“If you visit Sicily, you cannot leave without visiting the volcano. Etna is, like all active volcanoes, (in fact, even more due to its unique majesty) the meeting point between black and white, heaven and hell, beauty and terror.

Only those who have at least one window facing Etna can truly understand the primordial situation that it creates: today we are here because She allows us to do so. Here in this magical place where very little is needed to overturn the equilibrium. The locals (and even more the visitors) are very small and that’s how I wanted to picture them: like curious non-entities made of colours, smells and sensations of a land that boils from within.

Even more than any other photograph I made, the human element here is truly just a silhouette, a figure wandering around. I see them starting their walk with a promise to themselves to make, this time, a mystical journey and they end up, perhaps, talking of everyday things. Isn’t this what follows a moment of spirituality?
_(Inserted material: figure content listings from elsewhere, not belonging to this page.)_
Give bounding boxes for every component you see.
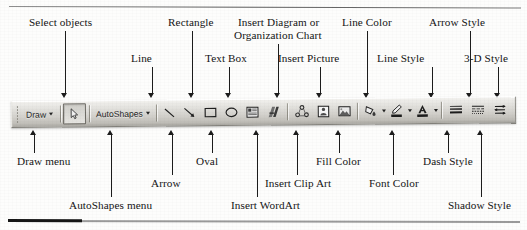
clip-art-icon	[316, 104, 331, 119]
leader-line-arrow-style	[470, 31, 471, 93]
insert-diagram-button[interactable]	[291, 101, 313, 122]
diagram-icon	[294, 104, 310, 119]
toolbar-separator	[156, 105, 157, 122]
callout-label-insert-diagram-line2: Organization Chart	[234, 29, 322, 41]
callout-label-oval: Oval	[196, 155, 218, 167]
leader-line-oval	[212, 135, 213, 153]
callout-label-insert-clip-art: Insert Clip Art	[265, 177, 331, 189]
insert-picture-button[interactable]	[334, 101, 355, 122]
callout-label-insert-wordart: Insert WordArt	[231, 199, 300, 211]
callout-label-insert-diagram-line1: Insert Diagram or	[238, 16, 319, 28]
line-color-icon	[389, 103, 404, 119]
draw-menu-label: Draw	[26, 109, 46, 119]
callout-label-dash-style: Dash Style	[423, 155, 473, 167]
autoshapes-menu-label: AutoShapes	[96, 108, 143, 118]
callout-label-draw-menu: Draw menu	[17, 155, 70, 167]
chevron-down-icon	[146, 112, 150, 115]
font-color-icon	[415, 102, 430, 118]
toolbar-separator	[88, 105, 89, 122]
select-objects-button[interactable]	[63, 103, 86, 124]
toolbar-separator	[287, 103, 288, 120]
line-color-button[interactable]	[387, 100, 407, 121]
picture-icon	[337, 104, 352, 119]
font-color-dropdown-chevron-down-icon[interactable]	[434, 109, 438, 112]
callout-label-line: Line	[131, 52, 152, 64]
text-box-button[interactable]	[242, 102, 263, 123]
drawing-toolbar-image: Draw AutoShapes	[11, 96, 516, 128]
callout-label-arrow-style: Arrow Style	[429, 16, 485, 28]
callout-label-insert-picture: Insert Picture	[278, 52, 339, 64]
toolbar-grip-handle[interactable]	[14, 105, 21, 124]
callout-label-font-color: Font Color	[369, 177, 419, 189]
leader-line-arrow	[172, 135, 173, 175]
callout-label-select-objects: Select objects	[29, 16, 92, 28]
callout-label-fill-color: Fill Color	[316, 155, 361, 167]
leader-line-rectangle	[192, 31, 193, 93]
cursor-arrow-icon	[68, 107, 81, 120]
leader-line-line	[152, 67, 153, 93]
arrowhead-down-rectangle	[188, 93, 194, 98]
text-box-icon	[245, 105, 260, 120]
arrowhead-down-insert-diagram	[274, 93, 280, 98]
rectangle-icon	[203, 105, 218, 120]
callout-label-line-style: Line Style	[377, 52, 424, 64]
line-style-button[interactable]	[445, 100, 467, 121]
fill-color-icon	[363, 103, 378, 118]
fill-color-button[interactable]	[361, 100, 381, 121]
leader-line-shadow-style	[481, 135, 482, 197]
shadow-style-button[interactable]	[511, 99, 516, 120]
oval-icon	[224, 105, 239, 120]
leader-line-3d-style	[498, 67, 499, 93]
leader-line-font-color	[393, 135, 394, 175]
leader-line-text-box	[229, 67, 230, 93]
shadow-style-icon	[514, 102, 516, 117]
leader-line-insert-diagram	[278, 44, 279, 93]
rectangle-button[interactable]	[200, 102, 221, 123]
arrowhead-down-text-box	[225, 93, 231, 98]
leader-line-line-color	[367, 31, 368, 93]
dash-style-icon	[470, 102, 486, 117]
toolbar-separator	[441, 102, 442, 119]
toolbar-separator	[59, 106, 60, 123]
callout-label-autoshapes-menu: AutoShapes menu	[69, 199, 152, 211]
draw-menu-button[interactable]: Draw	[22, 104, 57, 125]
callout-label-rectangle: Rectangle	[168, 16, 214, 28]
callout-label-arrow: Arrow	[151, 177, 181, 189]
arrowhead-down-select-objects	[61, 93, 67, 98]
arrow-button[interactable]	[180, 102, 200, 123]
callout-label-text-box: Text Box	[205, 52, 247, 64]
dash-style-button[interactable]	[467, 99, 489, 120]
arrow-style-icon	[492, 102, 508, 117]
line-color-dropdown-chevron-down-icon[interactable]	[408, 109, 412, 112]
arrowhead-down-line	[148, 93, 154, 98]
wordart-icon	[266, 104, 282, 119]
arrow-style-button[interactable]	[489, 99, 511, 120]
leader-line-fill-color	[339, 135, 340, 153]
oval-button[interactable]	[221, 102, 242, 123]
arrow-icon	[182, 105, 197, 120]
autoshapes-menu-button[interactable]: AutoShapes	[92, 103, 154, 125]
callout-label-line-color: Line Color	[342, 16, 392, 28]
insert-clip-art-button[interactable]	[313, 101, 334, 122]
chevron-down-icon	[49, 113, 53, 116]
line-button[interactable]	[160, 102, 180, 123]
leader-line-insert-clip-art	[297, 135, 298, 175]
fill-color-dropdown-chevron-down-icon[interactable]	[382, 109, 386, 112]
leader-line-autoshapes-menu	[111, 135, 112, 197]
callout-label-shadow-style: Shadow Style	[448, 199, 511, 211]
leader-line-insert-wordart	[257, 135, 258, 197]
font-color-button[interactable]	[413, 100, 433, 121]
line-style-icon	[448, 103, 464, 118]
leader-line-insert-picture	[320, 67, 321, 93]
drawing-toolbar[interactable]: Draw AutoShapes	[11, 96, 516, 128]
figure-bottom-rule-accent	[8, 219, 82, 222]
leader-line-dash-style	[448, 135, 449, 153]
leader-line-line-style	[432, 67, 433, 93]
leader-line-draw-menu	[34, 135, 35, 153]
toolbar-separator	[357, 103, 358, 120]
leader-line-select-objects	[65, 31, 66, 93]
insert-wordart-button[interactable]	[263, 101, 285, 122]
line-icon	[162, 105, 177, 120]
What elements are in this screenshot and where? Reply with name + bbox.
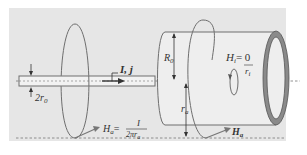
inner-field-label: Hi= 0 [225,51,251,65]
current-label: I, j [119,63,134,75]
coaxial-cable-field-diagram: I, j 2r0 R0 Hi= 0 ri ra Ha= I 2πra Ha [0,0,307,155]
outer-cylinder-body [158,32,277,125]
shell-end-ring-inner [267,37,285,119]
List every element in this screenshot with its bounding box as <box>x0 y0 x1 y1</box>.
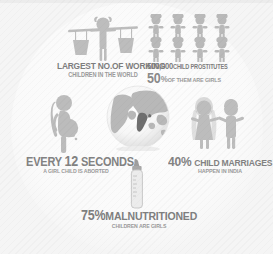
stat-child-prostitutes-sublabel: OF THEM ARE GIRLS <box>168 76 221 83</box>
stat-child-prostitutes-line2: 50%OF THEM ARE GIRLS <box>147 71 259 86</box>
stat-malnutrition-line2: CHILDREN ARE GIRLS <box>80 224 198 230</box>
stat-abortion-prefix: EVERY <box>26 155 62 168</box>
stat-working-children-line1: LARGEST NO.OF WORKING <box>57 61 149 71</box>
water-carrying-child-icon <box>60 14 146 62</box>
bride-and-groom-icon <box>185 96 247 150</box>
stat-child-marriages: 40% CHILD MARRIAGES HAPPEN IN INDIA <box>168 155 272 174</box>
stat-child-prostitutes-label: CHILD PROSTITUTES <box>173 63 227 70</box>
stat-child-marriages-value: 40% <box>168 154 191 170</box>
stat-malnutrition-value: 75% <box>81 208 105 224</box>
infographic-canvas: LARGEST NO.OF WORKING CHILDREN IN THE WO… <box>0 0 273 254</box>
stat-child-marriages-line2: HAPPEN IN INDIA <box>168 169 272 175</box>
stat-child-prostitutes-percent: 50 <box>147 70 161 86</box>
people-group-icon <box>148 14 254 62</box>
stat-working-children-line2: CHILDREN IN THE WORLD <box>57 72 149 79</box>
stat-working-children: LARGEST NO.OF WORKING CHILDREN IN THE WO… <box>57 61 149 78</box>
stat-child-prostitutes: 500,000CHILD PROSTITUTES 50%OF THEM ARE … <box>147 62 259 84</box>
stat-abortion-suffix: SECONDS <box>81 155 134 168</box>
stat-child-marriages-line1: 40% CHILD MARRIAGES <box>168 155 272 169</box>
stat-malnutrition-line1: 75%MALNUTRITIONED <box>80 209 198 223</box>
stat-girl-child-abortion-line2: A GIRL CHILD IS ABORTED <box>26 169 126 175</box>
stat-child-marriages-label: CHILD MARRIAGES <box>194 157 272 168</box>
pregnant-woman-icon <box>40 92 92 154</box>
stat-child-prostitutes-line1: 500,000CHILD PROSTITUTES <box>147 62 259 71</box>
stat-malnutrition-label: MALNUTRITIONED <box>105 209 197 222</box>
stat-malnutrition: 75%MALNUTRITIONED CHILDREN ARE GIRLS <box>80 209 198 229</box>
stat-girl-child-abortion: EVERY 12 SECONDS A GIRL CHILD IS ABORTED <box>26 155 126 175</box>
top-edge-bar <box>0 0 273 3</box>
globe-icon <box>100 83 176 151</box>
percent-sign: % <box>161 74 168 84</box>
Descending into everyday life while observing the climate and the landscape?

In this same way I imagine the inhabitants: the same ones which have at least one window facing Etna and meditate on those silhouettes that wander around, perhaps I consider them a little naïve for being there and just thinking of who knows what. But in the end, it makes no difference whether the thoughts at stake are deep or not, mystical or futile. It only matters the Volcano with its black and scorching earth.”